Whiplash settlements
in Minnesota.
Minnesota applies modified-51 comparative fault with a six-year personal-injury statute of limitations — uncommonly long for the United States. For whiplash claims specifically, the band is built from the state-by-state tort law · jury verdict reporters · statutory caps framework and then adjusted for Minnesota's modified comparative — 51% bar.
Minnesota applies modified comparative negligence with a 51% bar. A whiplash claimant who is 50% at fault still recovers 50% of damages; one assigned 51% recovers nothing. This is slightly more claimant-friendly than the 50% bar applied in some neighbouring states, and it leaves room for negotiation in mixed-liability whiplash cases where the comparative-fault split is close to even.
Minnesota does not impose a state-specific statutory cap on the standard heads of damage in whiplash cases. The band is constrained primarily by jury verdict ranges, insurance policy limits, and the strength of the medical paper trail. Catastrophic whiplash claims with documented future care needs can clear the upper end of the band without bumping into a statutory ceiling.
Because Minnesota is a no-fault auto insurance state, whiplash claims arising from motor-vehicle accidents are first routed through Personal Injury Protection (PIP) coverage. Tort recovery against the at-fault driver is gated by the state's serious-injury threshold, which materially limits the lower end of the whiplash settlement band.
The US band is the starting point. Minnesota's fault rule and any applicable cap then adjust the figure.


# Task description
Write each entry out again, exactly as it is written.

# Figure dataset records

------------

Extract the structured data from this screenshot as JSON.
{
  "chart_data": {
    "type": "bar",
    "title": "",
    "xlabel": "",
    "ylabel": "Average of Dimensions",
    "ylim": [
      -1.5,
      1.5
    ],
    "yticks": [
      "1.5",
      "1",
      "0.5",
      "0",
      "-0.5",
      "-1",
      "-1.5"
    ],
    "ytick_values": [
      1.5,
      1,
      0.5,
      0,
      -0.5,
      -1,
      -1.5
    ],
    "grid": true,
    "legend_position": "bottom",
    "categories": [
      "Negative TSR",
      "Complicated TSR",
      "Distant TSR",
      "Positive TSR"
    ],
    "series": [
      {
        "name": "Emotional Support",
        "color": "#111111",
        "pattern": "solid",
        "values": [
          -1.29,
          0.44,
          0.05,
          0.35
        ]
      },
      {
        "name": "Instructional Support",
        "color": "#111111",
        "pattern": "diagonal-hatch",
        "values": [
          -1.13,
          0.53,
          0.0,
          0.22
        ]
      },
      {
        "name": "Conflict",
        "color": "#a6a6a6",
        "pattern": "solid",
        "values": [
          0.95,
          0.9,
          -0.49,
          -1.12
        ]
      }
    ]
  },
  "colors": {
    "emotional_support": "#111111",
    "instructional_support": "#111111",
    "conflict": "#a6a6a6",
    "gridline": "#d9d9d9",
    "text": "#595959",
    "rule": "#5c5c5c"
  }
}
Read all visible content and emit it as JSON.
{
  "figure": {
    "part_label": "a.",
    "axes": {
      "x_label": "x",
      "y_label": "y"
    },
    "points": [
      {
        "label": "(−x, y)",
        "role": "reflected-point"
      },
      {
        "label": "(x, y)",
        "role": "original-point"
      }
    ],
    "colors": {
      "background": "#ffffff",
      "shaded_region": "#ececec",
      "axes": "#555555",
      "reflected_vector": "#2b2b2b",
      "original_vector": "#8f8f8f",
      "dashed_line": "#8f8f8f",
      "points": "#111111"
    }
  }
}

------------

# Result of this task
Extract the structured data from this screenshot as JSON.
{
  "chart_data": {
    "type": "bar",
    "title": "",
    "xlabel": "",
    "ylabel": "Average of Dimensions",
    "ylim": [
      -1.5,
      1.5
    ],
    "yticks": [
      "1.5",
      "1",
      "0.5",
      "0",
      "-0.5",
      "-1",
      "-1.5"
    ],
    "ytick_values": [
      1.5,
      1,
      0.5,
      0,
      -0.5,
      -1,
      -1.5
    ],
    "grid": true,
    "legend_position": "bottom",
    "categories": [
      "Negative TSR",
      "Complicated TSR",
      "Distant TSR",
      "Positive TSR"
    ],
    "series": [
      {
        "name": "Emotional Support",
        "color": "#111111",
        "pattern": "solid",
        "values": [
          -1.29,
          0.44,
          0.05,
          0.35
        ]
      },
      {
        "name": "Instructional Support",
        "color": "#111111",
        "pattern": "diagonal-hatch",
        "values": [
          -1.13,
          0.53,
          0.0,
          0.22
        ]
      },
      {
        "name": "Conflict",
        "color": "#a6a6a6",
        "pattern": "solid",
        "values": [
          0.95,
          0.9,
          -0.49,
          -1.12
        ]
      }
    ]
  },
  "colors": {
    "emotional_support": "#111111",
    "instructional_support": "#111111",
    "conflict": "#a6a6a6",
    "gridline": "#d9d9d9",
    "text": "#595959",
    "rule": "#5c5c5c"
  }
}
Read all visible content and emit it as JSON.
{
  "figure": {
    "part_label": "a.",
    "axes": {
      "x_label": "x",
      "y_label": "y"
    },
    "points": [
      {
        "label": "(−x, y)",
        "role": "reflected-point"
      },
      {
        "label": "(x, y)",
        "role": "original-point"
      }
    ],
    "colors": {
      "background": "#ffffff",
      "shaded_region": "#ececec",
      "axes": "#555555",
      "reflected_vector": "#2b2b2b",
      "original_vector": "#8f8f8f",
      "dashed_line": "#8f8f8f",
      "points": "#111111"
    }
  }
}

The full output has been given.